Relocating the congregation to new facilities a mile south on Dalton Pike was a long-term plan that would have unfolded over the next 10 to 15 years. The plan was abruptly changed when what appeared to be a sinkhole developed on the southern edge of the parking lot. The sinkhole, as it turned out, was the septic tank everyone thought was located under the parking lot 75 yards closer to the sanctuary.

Finding the septic tank changed everything. Up until that point, the Tennessee Department of Transportation was only taking a portion of church property to widen Dalton Pike, but the sanctuary and education center would have remained intact. It would have been a struggle to park all the churchgoers in the smaller parking lot, but it was a small inconvenience and the 15-year plan was workable.

The church had already purchased 100 acres south of its current location in 2007. It didn’t want or need that much property, but there was not much land available between its current location and Walmart.

“It was one of those things of we’d rather have it and not need it than not have it and need it,” Lovelace said.

The discovery of the septic tank on the edge of right of way placed the field lines under the roadway. Instead of purchasing damaged property, the highway department was forced to buy the property and condemn it. Once TDOT gives the church a check, the congregation has 90 days to move out of the sanctuary and education center.

Waterville Baptist Church was then faced with finding a place to hold Sunday worship services. That problem was temporarily solved Sunday morning when Lee University President Dr. Paul Conn and Vice President for University Relations Dr. Jerome Hammond offered to let the congregation meet the next two years in the First Baptist Church building after that congregation moves to its new facilities on Stuart Road. Lee University bought the church earlier this summer for about $5 million.

Hammond said this morning the agreement to allow Waterville Baptist Church to worship in the building on Church Street for the next two years was not an automatic decision.

He said the schedule, timing and usage of the building all had to work during the time when the university is still trying to put all the pieces together.

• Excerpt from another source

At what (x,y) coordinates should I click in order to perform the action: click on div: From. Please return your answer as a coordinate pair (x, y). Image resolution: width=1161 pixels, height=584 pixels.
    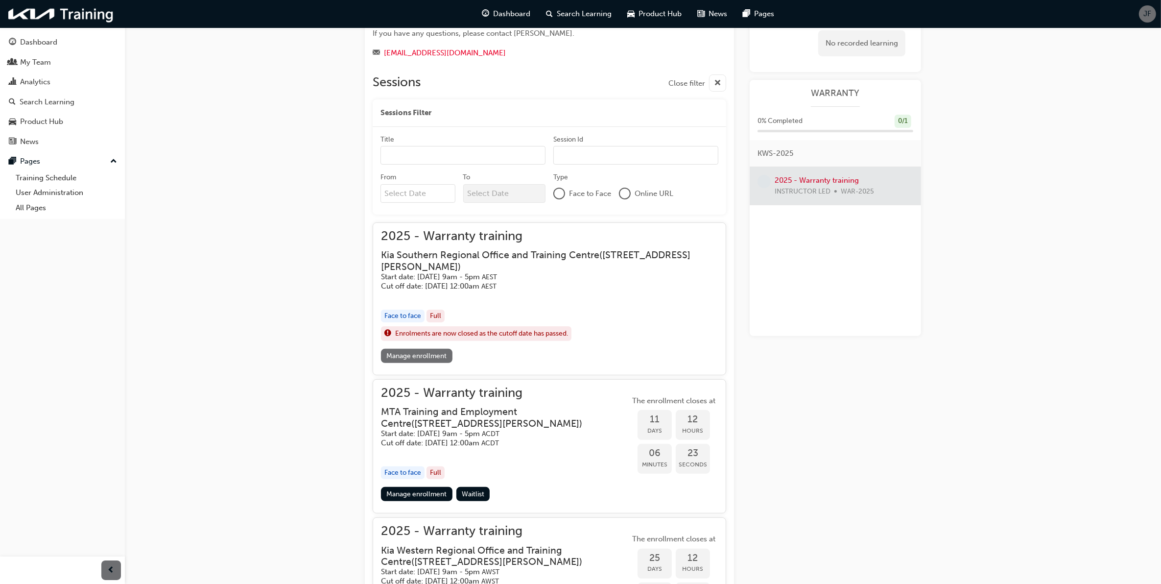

“All the components came together in a wonderful kind of partnership, but it was not automatic,” he said. “We are very happy with the arrangement.”

Lovelace said church leadership considered purchasing the First Baptist Church facilities in downtown Cleveland.

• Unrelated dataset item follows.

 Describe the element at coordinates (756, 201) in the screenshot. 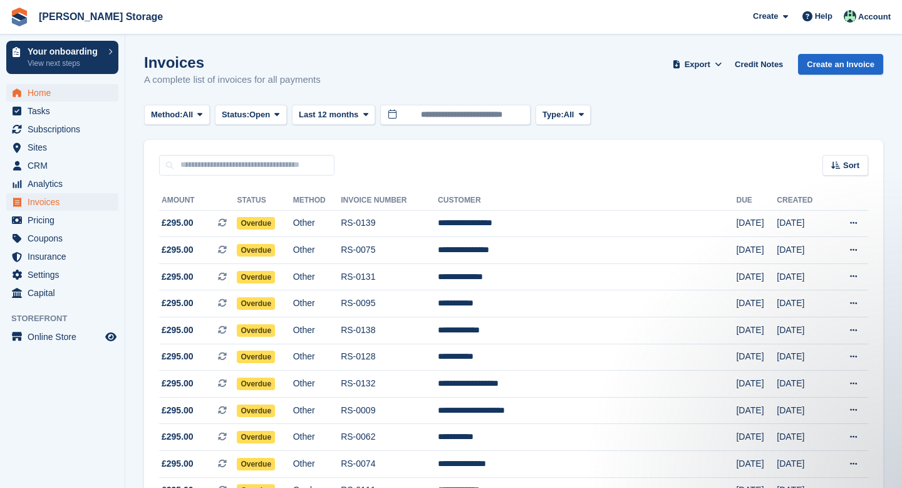

I see `th: Due` at that location.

“The leadership team felt like they should be good stewards and look at First Baptist Church in the event there was a problem down the road and we weren’t able to build on our property or the damage settlement with TDOT wasn’t good.

“We didn’t want our congregation looking at us saying, ‘They just sold their church, why didn’t you look into that as opposed to not having anyplace to go?’”

Waterville leadership decided a four-mile relocation for a 60-year-old church would be very difficult and too much of an adjustment and though the congregation comes from all parts of the county, there would be a change in the identity of the church if it moved downtown.

They will instead move up their 15-year timeline by about 15 years and build on the 100 acres farther south on Dalton Pike.

“We are not going to build next to the road,” Lovelace said.